Why Struggling with Habitual Sin Is Not a Sign of Failure
Orientation
The feeling that God should simply remove your struggle with sin can lead to confusion and doubt about your salvation.
- The religious system often sells sanctification as behavioral improvement, which becomes a recipe for torture.
- Your ongoing struggle is not evidence that God's plan has failed, but that His plan is deeper.
- The silence after praying for removal can feel like condemnation, but it is an invitation to a deeper truth.
O wretched man that I am! who shall deliver me from the body of this death? (Romans 7:24)
— Romans 7:24
Clarification
Sanctification is not about diminishing your desire for sin, but about discovering where your true life and strength are found.
- Growing in Christ does not mean your natural inclination to sin decreases; that idea is a deadly myth.
- God's solution was not to reform your old self but to terminate it through union with Christ's death.
- The struggle persists because we often try to solve a 'power' problem with 'guilt' solutions like seeking forgiveness without embracing our death with Christ.

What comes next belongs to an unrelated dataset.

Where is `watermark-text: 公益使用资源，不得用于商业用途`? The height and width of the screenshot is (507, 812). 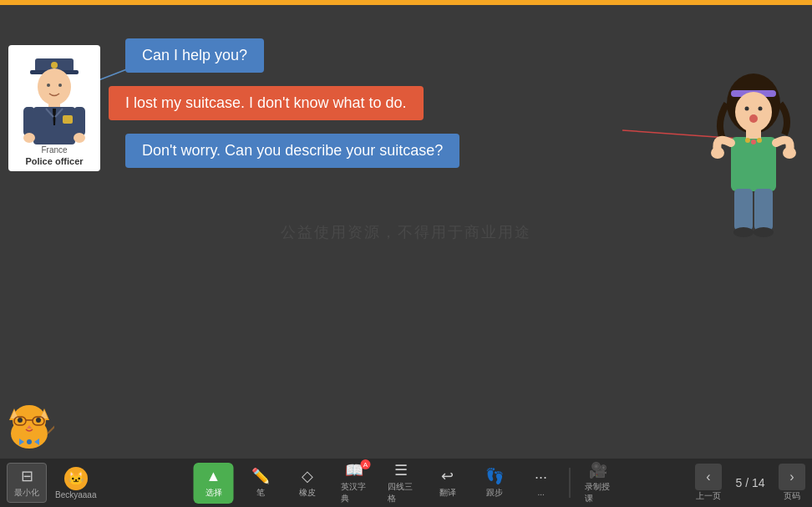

Knowing this, that our old man is crucified with him, that the body of sin might be destroyed, that henceforth we should not serve sin. (Romans 6:6)
— Romans 6:6
Structure
Biblical logic reveals a two-fold work: the blood deals with sin's guilt, and the cross deals with sin's power through our death with Christ.
- The blood of Jesus deals with the guilt of sin—your standing before God is forever settled.
- The cross of Jesus deals with the power of sin—your old self was crucified, breaking sin's dominion.
- Freedom comes from reckoning yourself dead to sin and alive to God in Christ Jesus, not from willpower.
I am crucified with Christ: nevertheless I live; yet not I, but Christ liveth in me: and the life which I now live in the flesh I live by the faith of the Son of God, who loved me, and gave himself for me. (Galatians 2:20)
— Galatians 2:20
Weight-Bearing Prose
The core theological assertion is that Christ Himself is our sanctification (1 Corinthians 1:30). This is not a process of moral improvement but a person. Your union with Christ in His death and resurrection is the sole basis for dealing with sin’s power. The ’old man’—the person you were in Adam, under sin’s dominion—was crucified. This is a legal and spiritual reality. The flesh, your physical body with its appetites, remains, but its power is broken because its master is dead. The ongoing struggle serves a divine purpose: to teach absolute dependence. If God instantly removed every desire, we would lapse into self-reliance. Instead, He uses the struggle to bring us to the end of ourselves, to the cry of Romans 7:24, so we will receive the solution of Romans 7:25—Jesus Christ our Lord. Paul’s categories are clear: under law, sin revived and I died (Romans 7:9); under grace, I died with Christ and am freed from sin’s dominion (Romans 6:7, 14). Any teaching that frames victory as the gradual diminishment of desire misplaces the object of faith from Christ’s finished work to our fluctuating experience.
Integration
Your assurance is never based on the absence of struggle. It is anchored in the finished work of Christ, which you believed. When condemnation whispers, remember there is now no condemnation for those in Christ Jesus (Romans 8:1). When you feel weak, that is the precise moment to affirm ‘yet not I, but Christ liveth in me.’ Come boldly to the throne of grace to find mercy and help in time of need (Hebrews 4:16). This is not a challenge to perform better, but a landing place of rest. Christ is your life, your righteousness, your sanctification. The battle does not mean something is wrong with your salvation; it means you are on the journey of learning to depend on Him alone. Keep coming back to this: it is no longer you who live, but Christ lives in you. This is your reality. Grow in the knowledge of Him, not in the analysis of your failure. He is sufficient.